Today is the the feast of Saint Pio of Pietrelcina. I like Saint Pio. I feel closer to him than I do to many saints, because he’s separated from me by only one degree. I’ve met someone who met him. I met her by chance almost ten years ago, when I was baking a coconut cake for a stranger’s birthday. I don’t know many stories about Saint Pio you haven’t heard before, but let me tell you the story of the coconut cake. Saint Pio appears in there.

In those days, I volunteered at the soup kitchen once a week with some of my friends from the University. The soup kitchen was in the dank basement of a very old Protestant church, with a giant stained glass window of the Transfiguration behind the altar where I was used to seeing a Crucifix. The pastor of that church was a spirited old woman named Pastor Tony; she used to stand in front of that stained glass window and preach until  all of us, even the upper-class white Catholics from the University, were feeling the spirit and crying “Amen!” I could see Christ transfigured in Pastor Tony when she preached. I could feel Him in all of us when we shouted “Amen!”

I rarely saw Christ transfigured like that, downstairs in the soup kitchen. Christ in the soup kitchen was usually quieter and more cynical. Christ shuffled to the buffet line and took a Styrofoam bowl of whatever concoction we made out of the cans on hand, along with a big handful of sliced white bread. Christ sometimes brought unruly children who smelled of sweat and never combed their hair. Christ leaned over His food as if He was afraid someone would take it; he ate quickly and didn’t say “thank you.” I didn’t blame them for forgetting a “thank you;” most days, the food we had to work with was nothing I’d be thankful for.
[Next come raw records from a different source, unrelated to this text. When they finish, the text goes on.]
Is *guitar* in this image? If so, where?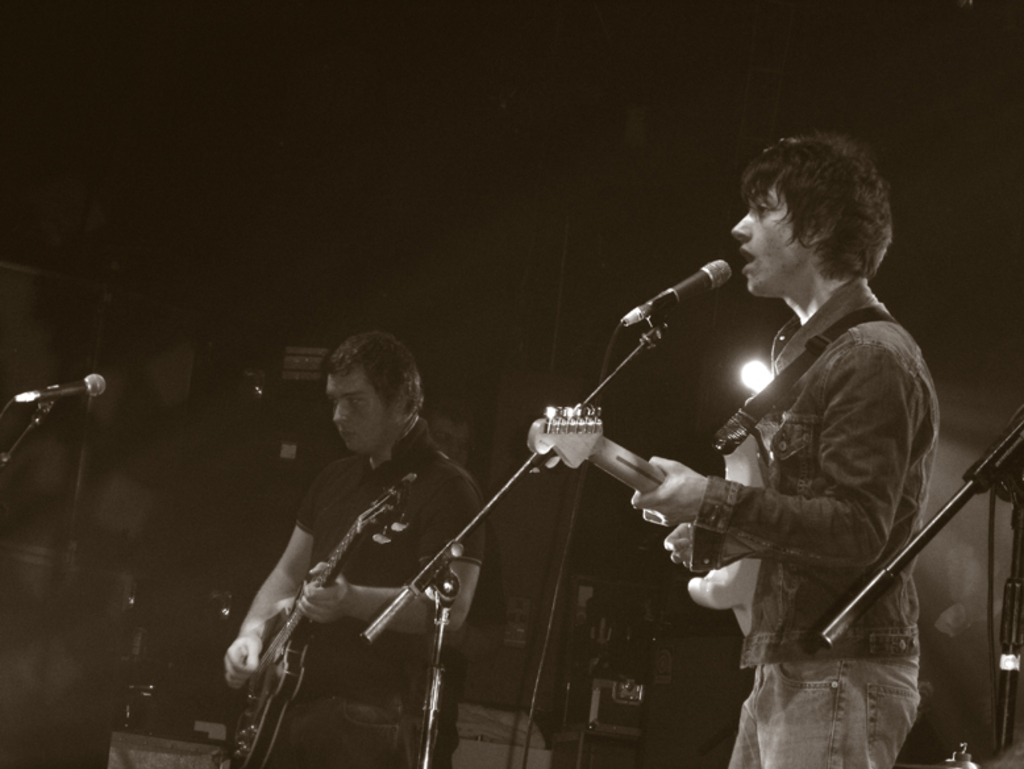
Yes, at <bbox>526, 406, 775, 636</bbox>.
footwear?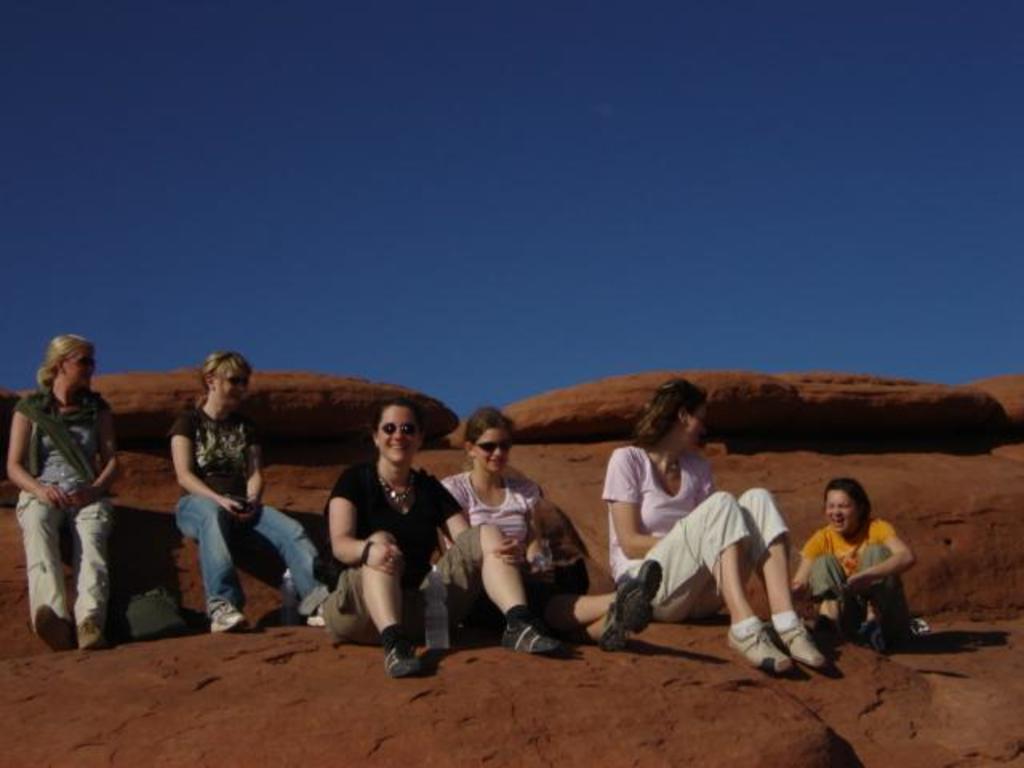
left=386, top=637, right=426, bottom=675
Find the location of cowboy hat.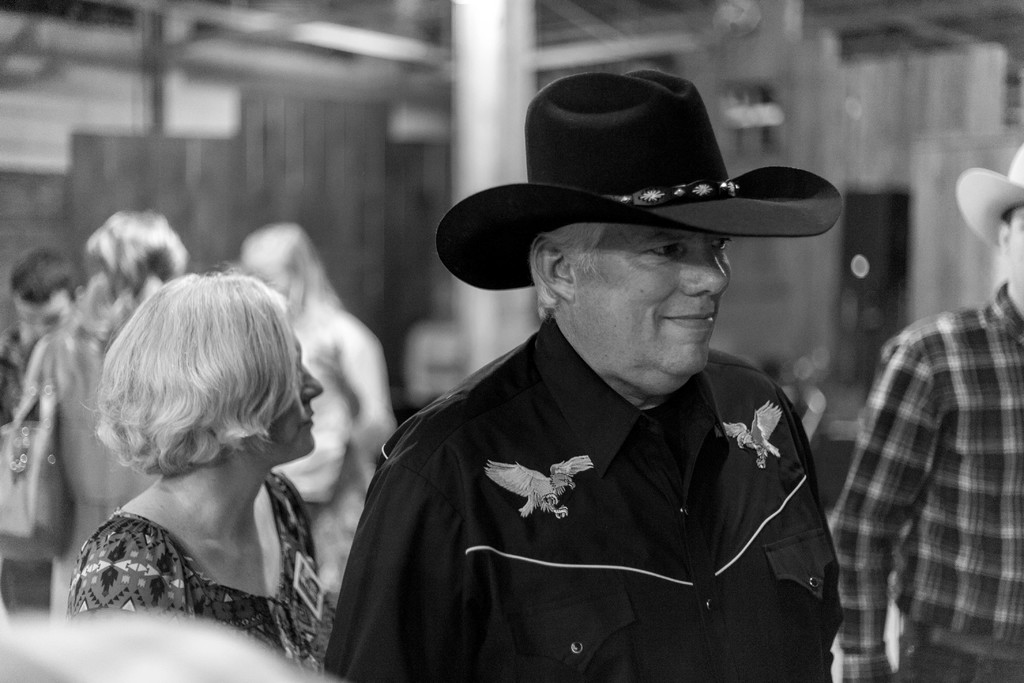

Nearly every week, Christ came to us in the disguise of a feisty, talkative gentleman with a zesty Italian name like Lorenzo. I’ll call him Lorenzo. Lorenzo used to stick his head into the kitchen door, if we sang while we cooked, and say “Don’t quit your day job.” I liked Lorenzo. He was honest.

Lorenzo wasn’t sold on the Gospel. One week, he told us that he didn’t like the verse, “Greater love hath no man than this, that he lay down his life for his friend.” He didn’t believe that anybody would do that for him. Lunch was livelier than usual, that day, because he was grilling us on that Bible verse.
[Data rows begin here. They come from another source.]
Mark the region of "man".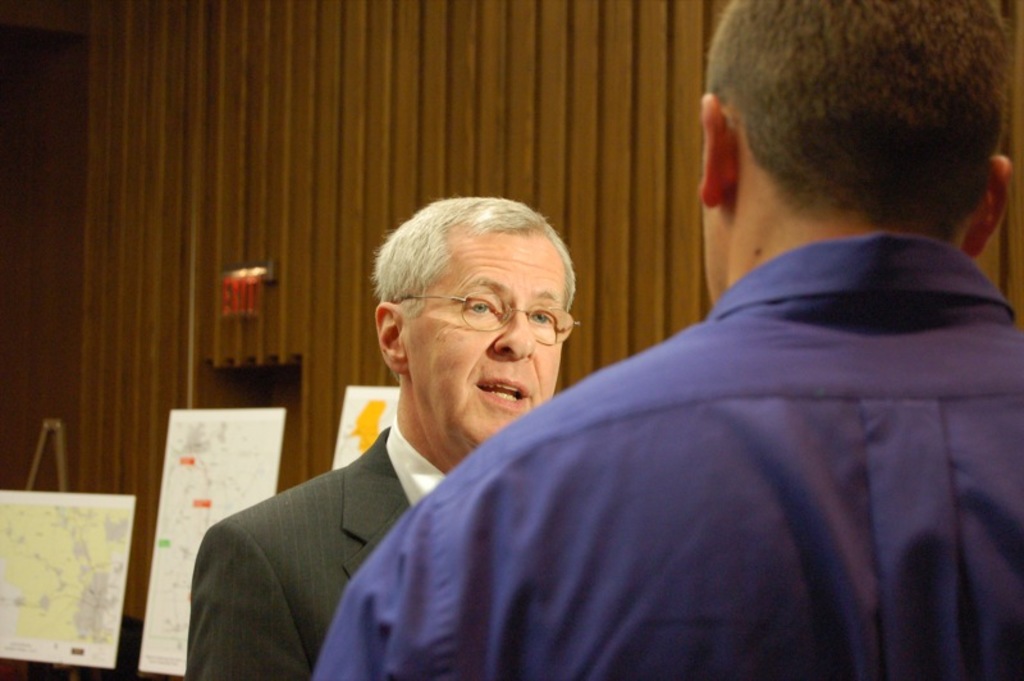
Region: BBox(302, 27, 1019, 667).
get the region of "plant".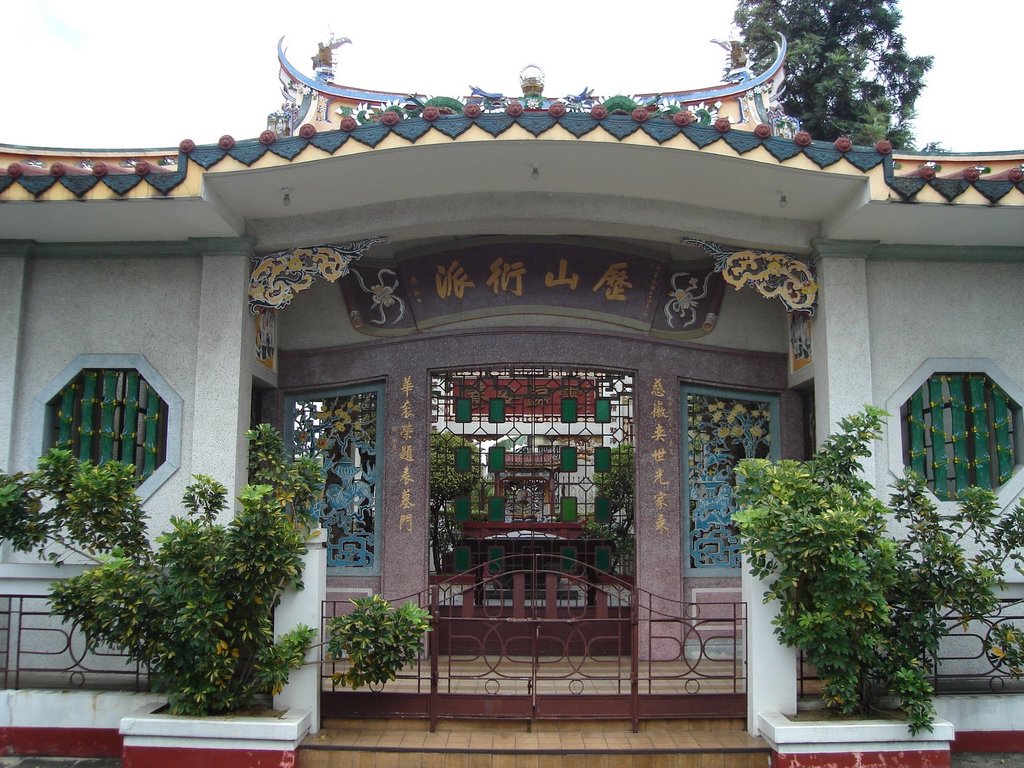
left=44, top=422, right=433, bottom=704.
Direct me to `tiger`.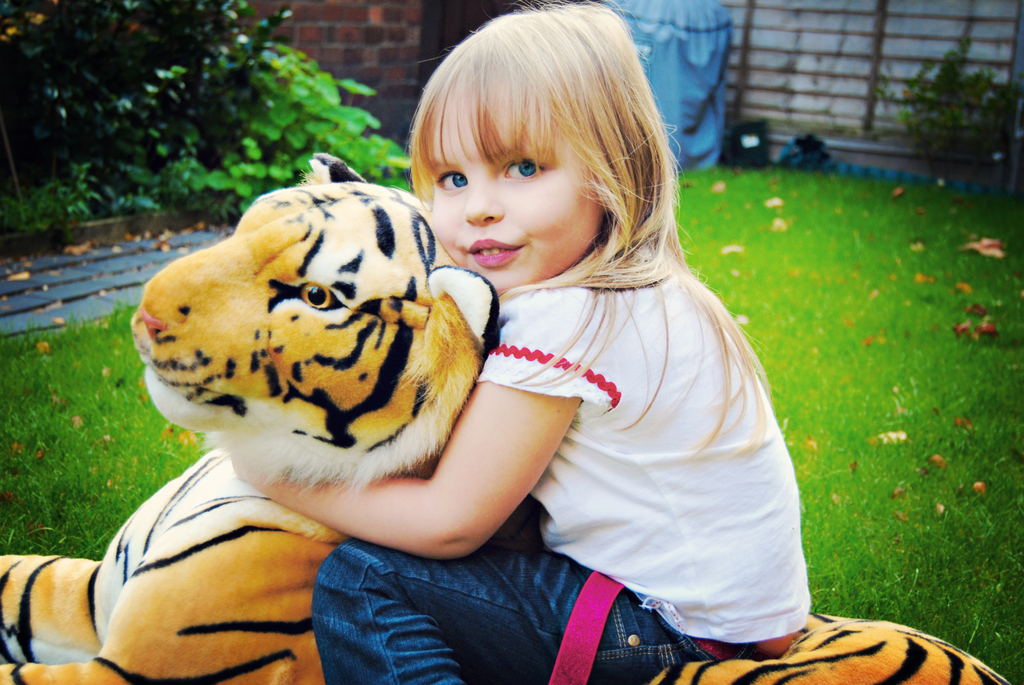
Direction: [x1=1, y1=151, x2=1012, y2=683].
“Would you do that for me?” he demanded. “If I was lying on the railroad track, would you come take me off and lie down in my place?”

“I’d risk my life to get you off the track,” said a student from the university.

“But really,” pressed Lorenzo. “Would you lay down your life? If I was gonna die, would you die in my place?”

The student hesitated. “Well, I don’t know, but I hope I would.”

“I would,” said another pastor who’d come to have lunch with Pastor Tony. She wasn’t an attractive woman– overweight, shabbily dressed, with a big mole on her nose. She hadn’t looked pretty to me up until that moment; now she was transfigured. I had never heard anyone speak with such conviction in my life. Any idea I’d had that Protestants are silly and shallow while Catholics are deep, evaporated on the spot with those two words. This woman was filled with the Holy Ghost.  “I would. I’d lay down my life for you.”

I wanted to lay down my life for Lorenzo, too. I didn’t want to be left out of the reward waiting for that pastor. If you’d been there with me and heard her, you’d have been desperate to lay down your life in any way you could.

The opportunity presented itself later, as we were cleaning up and throwing out the Styrofoam dishes. Lorenzo mentioned that it was his birthday next Wednesday. He said his mother used to make a coconut cake for him on his birthday, but she’d died several years ago and he hadn’t had a coconut cake since.

“How do you make a coconut cake?” I asked.

Lorenzo was shocked at my ignorance. “You bake a cake. You mix the icing with coconut.”

The other volunteer and I plotted right on the spot to make Lorenzo a coconut cake.